From the very beginning, the promotion of Hungarian contemporary classical music and the presentation of new works have been of paramount importance for the vocal formation, which is unique in Hungary. Several contemporary masters, among them László Sáry, Barnabás Dukay, Miklós Mohay, Péter Zombola, Péter Tornyai and Boldizsár Csiky, have composed works for the ensemble.

In May 2003 the choir was invited to the Polish Hajnówka orthodox music festival – the first choir from Hungary to be asked – and, to their own surprise, took the second prize competing against the Slavic, Baltic and Balkan choirs who are far more steeped in this great tradition. The choir regularly participates in Greek Catholic liturgies and is a resident performer at the programmes of the National Ruthenian Minority Government.

They have been invited to many important Hungarian festivals (Valley of Arts, Zemplén Festival, Óbuda Summer Festival, Mother of the Hungarians Church Music Festival) as well as to Poland, Macedonia, Romania and Ukraine. In May 2005, the choir gave concerts in St Petersburg and Moscow as part of the Russian Hungarian Cultural Season.

In 2012 the Saint Ephraim Male Choir received the Pro Cultura Minoritatum Hungariae Award for nurturing Ruthenian ethnic culture, and in 2014 it received the Hungarian Heritage Award. In the same year, the General Assembly of the Capital of Budapest awarded the choir the Budapest Brand Award for its outstanding cultural and artistic activity.
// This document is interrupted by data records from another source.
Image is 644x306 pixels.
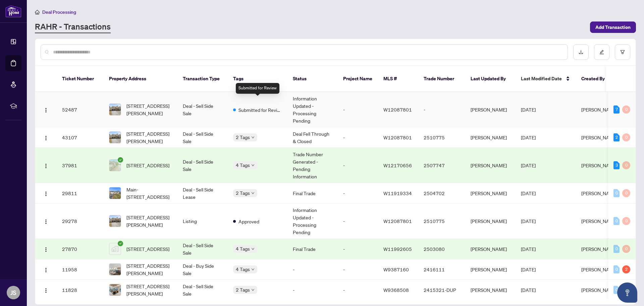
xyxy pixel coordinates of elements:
td: Deal - Sell Side Sale [178,239,228,259]
span: down [251,288,255,292]
img: Logo [43,191,49,196]
div: 0 [614,286,620,294]
span: [PERSON_NAME] [581,246,617,252]
th: Ticket Number [57,66,104,92]
td: 11828 [57,280,104,301]
button: Logo [40,216,51,226]
div: 0 [614,189,620,197]
td: 29811 [57,183,104,204]
span: filter [620,50,625,54]
td: - [338,204,378,239]
span: [DATE] [521,162,536,168]
button: filter [615,44,631,60]
span: down [251,136,255,139]
td: 2503080 [418,239,465,259]
div: 0 [614,266,620,274]
td: Trade Number Generated - Pending Information [287,148,338,183]
span: [STREET_ADDRESS] [126,161,169,169]
span: 4 Tags [236,161,250,169]
img: Logo [43,247,49,252]
td: Information Updated - Processing Pending [287,204,338,239]
span: [PERSON_NAME] [581,190,617,196]
img: Logo [43,107,49,113]
img: thumbnail-img [109,132,121,143]
td: - [338,148,378,183]
th: Transaction Type [178,66,228,92]
img: thumbnail-img [109,160,121,171]
td: Deal - Sell Side Sale [178,92,228,127]
span: home [35,10,40,14]
span: Add Transaction [596,22,631,32]
td: 29278 [57,204,104,239]
span: W9368508 [383,287,409,293]
span: 4 Tags [236,245,250,252]
span: [PERSON_NAME] [581,162,617,168]
span: [STREET_ADDRESS][PERSON_NAME] [126,130,172,145]
span: Last Modified Date [521,75,562,82]
td: [PERSON_NAME] [465,259,516,280]
span: [DATE] [521,107,536,113]
div: 3 [614,161,620,169]
span: W12087801 [383,218,412,224]
img: logo [5,5,21,17]
td: 2507747 [418,148,465,183]
span: edit [599,50,604,54]
span: [STREET_ADDRESS][PERSON_NAME] [126,282,172,297]
img: thumbnail-img [109,104,121,115]
td: Deal - Sell Side Sale [178,280,228,301]
a: RAHR - Transactions [35,21,111,33]
th: Created By [576,66,616,92]
span: 2 Tags [236,133,250,141]
span: Submitted for Review [239,106,282,113]
td: [PERSON_NAME] [465,239,516,259]
td: 43107 [57,127,104,148]
td: 11958 [57,259,104,280]
td: [PERSON_NAME] [465,280,516,301]
div: 0 [622,105,631,113]
span: 2 Tags [236,189,250,197]
button: Logo [40,264,51,275]
div: 0 [622,245,631,253]
span: [DATE] [521,287,536,293]
td: 37981 [57,148,104,183]
td: [PERSON_NAME] [465,183,516,204]
td: - [338,92,378,127]
img: thumbnail-img [109,243,121,255]
td: Deal - Sell Side Sale [178,127,228,148]
td: - [338,127,378,148]
th: Property Address [104,66,178,92]
span: [PERSON_NAME] [581,287,617,293]
th: Tags [228,66,287,92]
td: Deal - Buy Side Sale [178,259,228,280]
span: [PERSON_NAME] [581,266,617,272]
span: [STREET_ADDRESS][PERSON_NAME] [126,262,172,277]
div: 0 [614,245,620,253]
td: Listing [178,204,228,239]
td: - [287,259,338,280]
td: - [338,259,378,280]
span: W9387160 [383,266,409,272]
th: Last Updated By [465,66,516,92]
span: down [251,268,255,271]
td: Final Trade [287,239,338,259]
span: down [251,191,255,195]
span: [DATE] [521,190,536,196]
img: Logo [43,135,49,141]
td: - [338,280,378,301]
img: Logo [43,288,49,293]
img: thumbnail-img [109,215,121,227]
div: 0 [622,133,631,142]
td: - [338,183,378,204]
img: Logo [43,267,49,273]
button: Logo [40,188,51,199]
button: Logo [40,160,51,171]
span: [DATE] [521,134,536,140]
button: Add Transaction [590,21,636,33]
td: Final Trade [287,183,338,204]
img: thumbnail-img [109,284,121,295]
button: Logo [40,132,51,143]
td: 2510775 [418,204,465,239]
span: Approved [239,217,259,225]
td: 27870 [57,239,104,259]
span: [PERSON_NAME] [581,107,617,113]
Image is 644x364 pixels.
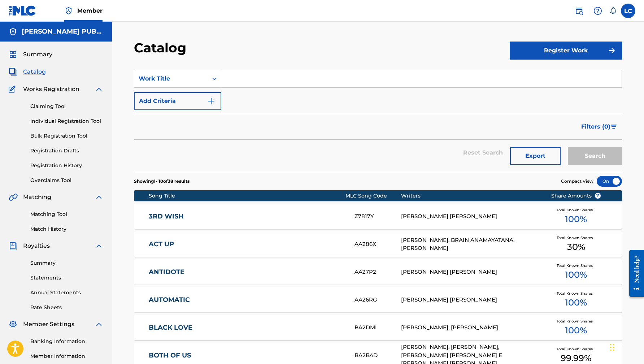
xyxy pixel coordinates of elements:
div: BA2B4D [355,351,401,359]
a: AUTOMATIC [149,296,345,304]
button: Register Work [510,41,622,60]
img: Member Settings [9,320,17,329]
img: Catalog [9,67,17,76]
a: Match History [30,225,103,233]
a: Individual Registration Tool [30,117,103,125]
div: Work Title [139,74,203,83]
a: 3RD WISH [149,212,345,221]
span: 30 % [567,240,585,253]
a: Summary [30,259,103,267]
a: Member Information [30,352,103,360]
p: Showing 1 - 10 of 38 results [134,178,190,184]
div: BA2DMI [355,324,401,332]
div: Writers [401,192,540,200]
img: expand [95,85,103,93]
div: [PERSON_NAME] [PERSON_NAME] [401,268,540,276]
a: ANTIDOTE [149,268,345,276]
div: AA286X [355,240,401,248]
iframe: Resource Center [624,244,644,303]
img: search [575,6,583,15]
span: Total Known Shares [557,207,596,212]
a: ACT UP [149,240,345,248]
div: AA26RG [355,296,401,304]
img: Works Registration [9,85,18,93]
span: 100 % [565,324,587,337]
img: expand [95,193,103,202]
button: Filters (0) [577,118,622,136]
a: SummarySummary [9,50,52,59]
a: BLACK LOVE [149,324,345,332]
span: 100 % [565,212,587,226]
div: AA27P2 [355,268,401,276]
img: help [593,6,602,15]
iframe: Chat Widget [608,329,644,364]
span: 100 % [565,268,587,281]
span: ? [595,193,601,198]
a: Matching Tool [30,211,103,218]
img: Royalties [9,242,17,250]
div: Notifications [609,7,617,15]
div: [PERSON_NAME], BRAIN ANAMAYATANA, [PERSON_NAME] [401,236,540,253]
span: Total Known Shares [557,235,596,240]
img: f7272a7cc735f4ea7f67.svg [608,46,616,55]
a: Bulk Registration Tool [30,132,103,140]
span: 100 % [565,296,587,309]
img: Matching [9,193,18,202]
a: Public Search [572,4,586,18]
span: Works Registration [23,85,80,93]
span: Summary [23,50,52,59]
h5: PAUL CABBIN PUBLISHING [22,27,103,36]
div: [PERSON_NAME] [PERSON_NAME] [401,296,540,304]
a: Annual Statements [30,289,103,296]
img: MLC Logo [9,5,36,16]
span: Total Known Shares [557,318,596,324]
form: Search Form [134,70,622,172]
div: Help [591,4,605,18]
span: Catalog [23,67,46,76]
div: User Menu [621,4,635,18]
span: Royalties [23,242,50,250]
button: Add Criteria [134,92,221,110]
a: Statements [30,274,103,282]
div: Song Title [149,192,345,200]
img: Summary [9,50,17,59]
div: Drag [610,336,614,358]
a: Banking Information [30,338,103,345]
img: Top Rightsholder [64,6,73,15]
img: expand [95,320,103,329]
a: Registration History [30,162,103,169]
a: CatalogCatalog [9,67,46,76]
span: Total Known Shares [557,263,596,268]
img: Accounts [9,27,17,36]
button: Export [510,147,561,165]
a: Overclaims Tool [30,177,103,184]
h2: Catalog [134,40,190,56]
span: Compact View [561,178,593,184]
div: MLC Song Code [345,192,401,200]
img: expand [95,242,103,250]
span: Member [77,6,102,15]
span: Matching [23,193,51,202]
span: Member Settings [23,320,74,329]
a: BOTH OF US [149,351,345,359]
a: Claiming Tool [30,102,103,110]
img: filter [611,125,617,129]
div: Z7817Y [355,212,401,221]
span: Total Known Shares [557,346,596,352]
a: Registration Drafts [30,147,103,155]
div: [PERSON_NAME], [PERSON_NAME] [401,324,540,332]
img: 9d2ae6d4665cec9f34b9.svg [207,97,216,106]
span: Total Known Shares [557,291,596,296]
span: Filters ( 0 ) [581,122,611,131]
a: Rate Sheets [30,303,103,311]
span: Share Amounts [551,192,601,200]
div: [PERSON_NAME] [PERSON_NAME] [401,212,540,221]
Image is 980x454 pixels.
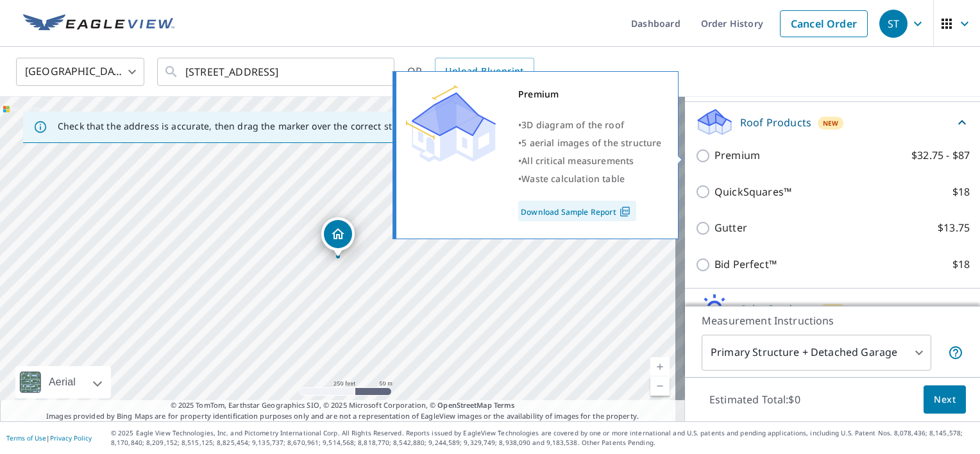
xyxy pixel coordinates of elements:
img: Pdf Icon [617,206,634,217]
p: Roof Products [740,115,812,130]
div: Dropped pin, building 1, Residential property, 104 Norfolk St Cranston, RI 02910 [322,217,354,257]
div: • [519,134,662,152]
p: Measurement Instructions [702,313,964,328]
p: Premium [715,147,760,163]
span: Upload Blueprint [445,64,524,80]
p: | [7,434,92,442]
span: New [823,118,839,128]
p: Gutter [715,220,748,236]
a: Download Sample Report [519,201,636,221]
a: Terms [494,401,515,410]
a: Upload Blueprint [435,58,534,86]
div: OR [407,58,535,86]
span: 5 aerial images of the structure [521,137,661,149]
div: Primary Structure + Detached Garage [702,335,932,371]
input: Search by address or latitude-longitude [185,54,368,90]
div: Solar ProductsNew [696,294,970,324]
div: • [519,152,662,170]
span: Your report will include the primary structure and a detached garage if one exists. [949,345,964,360]
p: $18 [953,184,970,200]
p: © 2025 Eagle View Technologies, Inc. and Pictometry International Corp. All Rights Reserved. Repo... [111,428,974,447]
p: QuickSquares™ [715,184,792,200]
div: Aerial [15,366,111,398]
div: [GEOGRAPHIC_DATA] [16,54,144,90]
span: All critical measurements [521,155,634,167]
p: $13.75 [938,220,970,236]
span: 3D diagram of the roof [521,119,624,131]
a: Privacy Policy [50,433,92,442]
span: © 2025 TomTom, Earthstar Geographics SIO, © 2025 Microsoft Corporation, © [171,401,515,412]
div: Premium [519,86,662,103]
span: Next [934,392,956,408]
div: Roof ProductsNew [696,107,970,137]
div: • [519,116,662,134]
p: Estimated Total: $0 [699,385,811,414]
div: ST [880,10,908,38]
p: $18 [953,256,970,272]
div: • [519,170,662,188]
p: Solar Products [740,302,814,317]
img: EV Logo [23,14,174,34]
p: Bid Perfect™ [715,256,777,272]
a: Current Level 17, Zoom In [650,357,670,376]
span: Waste calculation table [521,173,625,185]
p: Check that the address is accurate, then drag the marker over the correct structure. [58,121,427,132]
img: Premium [406,86,496,163]
div: Aerial [45,366,80,398]
a: OpenStreetMap [437,401,491,410]
button: Next [924,385,966,414]
a: Cancel Order [780,10,868,37]
a: Terms of Use [7,433,46,442]
a: Current Level 17, Zoom Out [650,376,670,395]
p: $32.75 - $87 [912,147,970,163]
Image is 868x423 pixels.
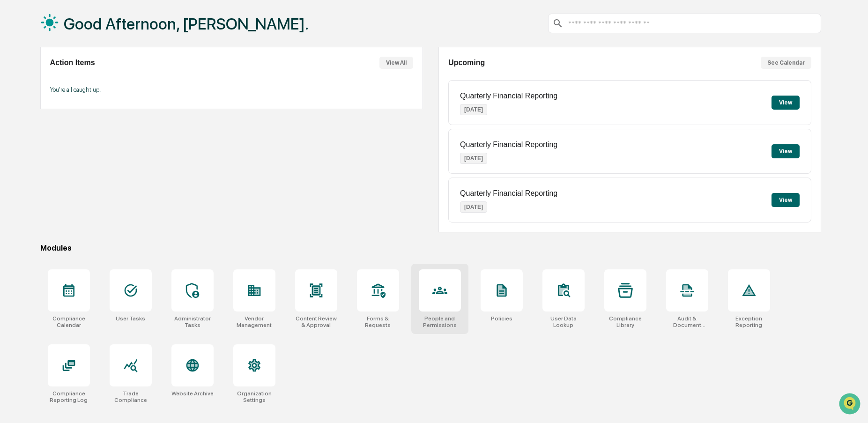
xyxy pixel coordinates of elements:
[233,390,276,403] div: Organization Settings
[9,20,170,35] p: How can we help?
[50,58,95,67] h2: Action Items
[9,72,26,88] img: 1746055101610-c473b297-6a78-478c-a979-82029cc54cd1
[419,315,461,328] div: People and Permissions
[460,189,558,198] p: Quarterly Financial Reporting
[109,390,152,403] div: Trade Compliance
[771,193,799,207] button: View
[68,119,76,127] div: 🗄️
[460,153,487,164] p: [DATE]
[771,95,799,109] button: View
[40,243,822,253] div: Modules
[543,315,584,328] div: User Data Lookup
[19,118,61,128] span: Preclearance
[66,158,113,166] a: Powered byPylon
[159,75,170,86] button: Start new chat
[448,58,485,67] h2: Upcoming
[460,202,487,213] p: [DATE]
[64,14,309,33] h1: Good Afternoon, [PERSON_NAME].
[172,390,213,397] div: Website Archive
[460,92,558,100] p: Quarterly Financial Reporting
[32,81,118,88] div: We're available if you need us!
[9,137,17,144] div: 🔎
[380,57,414,69] button: View All
[295,315,337,328] div: Content Review & Approval
[728,315,770,328] div: Exception Reporting
[233,315,276,328] div: Vendor Management
[491,315,513,322] div: Policies
[357,315,399,328] div: Forms & Requests
[48,390,90,403] div: Compliance Reporting Log
[77,118,116,128] span: Attestations
[64,114,120,132] a: 🗄️Attestations
[9,119,17,127] div: 🖐️
[19,135,59,145] span: Data Lookup
[460,140,558,149] p: Quarterly Financial Reporting
[93,159,113,166] span: Pylon
[172,315,213,328] div: Administrator Tasks
[460,104,487,115] p: [DATE]
[666,315,708,328] div: Audit & Document Logs
[6,114,64,132] a: 🖐️Preclearance
[838,392,863,417] iframe: Open customer support
[50,86,414,93] p: You're all caught up!
[771,144,799,158] button: View
[6,132,63,149] a: 🔎Data Lookup
[32,72,154,81] div: Start new chat
[48,315,90,328] div: Compliance Calendar
[116,315,145,322] div: User Tasks
[604,315,647,328] div: Compliance Library
[761,57,811,69] button: See Calendar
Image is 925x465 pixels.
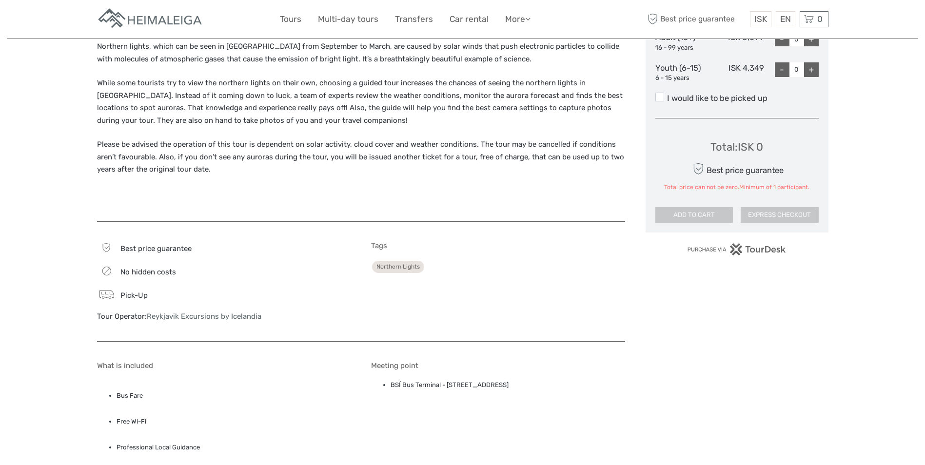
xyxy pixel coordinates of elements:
[117,442,351,453] li: Professional Local Guidance
[395,12,433,26] a: Transfers
[147,312,261,321] a: Reykjavik Excursions by Icelandia
[655,93,819,104] label: I would like to be picked up
[117,416,351,427] li: Free Wi-Fi
[776,11,795,27] div: EN
[505,12,531,26] a: More
[655,32,710,52] div: Adult (16+)
[120,291,148,300] span: Pick-Up
[120,268,176,276] span: No hidden costs
[97,7,204,31] img: Apartments in Reykjavik
[112,15,124,27] button: Open LiveChat chat widget
[372,261,424,273] a: Northern Lights
[655,62,710,83] div: Youth (6-15)
[775,62,789,77] div: -
[371,241,625,250] h5: Tags
[690,160,783,177] div: Best price guarantee
[97,312,351,322] div: Tour Operator:
[117,391,351,401] li: Bus Fare
[371,361,625,370] h5: Meeting point
[804,32,819,46] div: +
[120,244,192,253] span: Best price guarantee
[280,12,301,26] a: Tours
[391,380,625,391] li: BSÍ Bus Terminal - [STREET_ADDRESS]
[710,139,763,155] div: Total : ISK 0
[709,62,764,83] div: ISK 4,349
[804,62,819,77] div: +
[450,12,489,26] a: Car rental
[775,32,789,46] div: -
[664,183,809,192] div: Total price can not be zero.Minimum of 1 participant.
[97,138,625,176] p: Please be advised the operation of this tour is dependent on solar activity, cloud cover and weat...
[687,243,786,256] img: PurchaseViaTourDesk.png
[816,14,824,24] span: 0
[646,11,748,27] span: Best price guarantee
[655,207,733,223] button: ADD TO CART
[741,207,819,223] button: EXPRESS CHECKOUT
[318,12,378,26] a: Multi-day tours
[754,14,767,24] span: ISK
[14,17,110,25] p: We're away right now. Please check back later!
[97,361,351,370] h5: What is included
[97,77,625,127] p: While some tourists try to view the northern lights on their own, choosing a guided tour increase...
[709,32,764,52] div: ISK 8,699
[655,43,710,53] div: 16 - 99 years
[655,74,710,83] div: 6 - 15 years
[97,40,625,65] p: Northern lights, which can be seen in [GEOGRAPHIC_DATA] from September to March, are caused by so...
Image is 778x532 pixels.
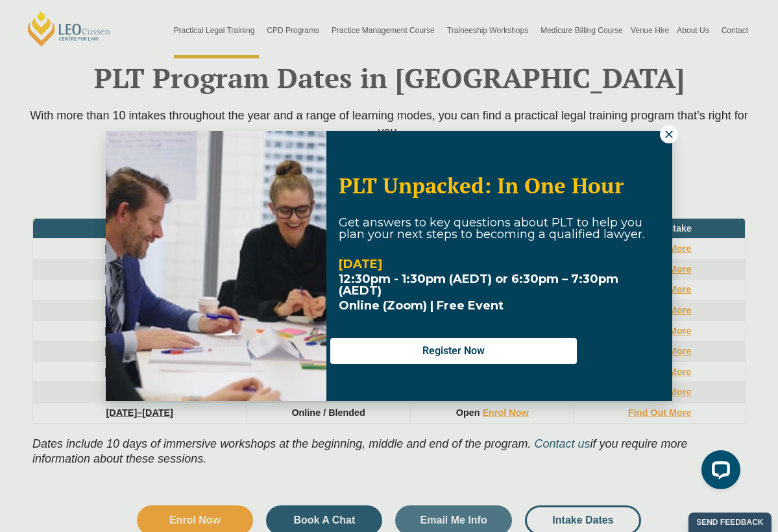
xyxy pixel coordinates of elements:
[339,299,503,312] span: Online (Zoom) | Free Event
[330,338,576,364] button: Register Now
[339,257,382,271] strong: [DATE]
[339,172,624,199] span: PLT Unpacked: In One Hour
[339,271,618,298] strong: 12:30pm - 1:30pm (AEDT) or 6:30pm – 7:30pm (AEDT)
[691,445,745,499] iframe: LiveChat chat widget
[339,215,644,241] span: Get answers to key questions about PLT to help you plan your next steps to becoming a qualified l...
[660,125,678,143] button: Close
[105,131,326,401] img: Woman in yellow blouse holding folders looking to the right and smiling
The choir has performed with renowned musicians such as the British a cappella vocal ensemble The King’s Singers and Lebanese singer and musicologist Abeer Nehme. It is also a regular contributor to the productions of the State Folk Ensemble and the Danube Artists’ Ensemble, and is happy to participate in other genres with performers and composers such as Anna and the Barbies, Bea Palya, László Dés, Gábor Presser, János Lackfi, János Háy, the Óbuda Danubia Zenekar (Orchestra), the Szent István Philharmonic and the Budapest Strings Chamber Orchestra.

St. Teresa of Ávila Parish Church, a late Baroque church built in 1809, is in Pethő Sándor utca, District VI, Budapest.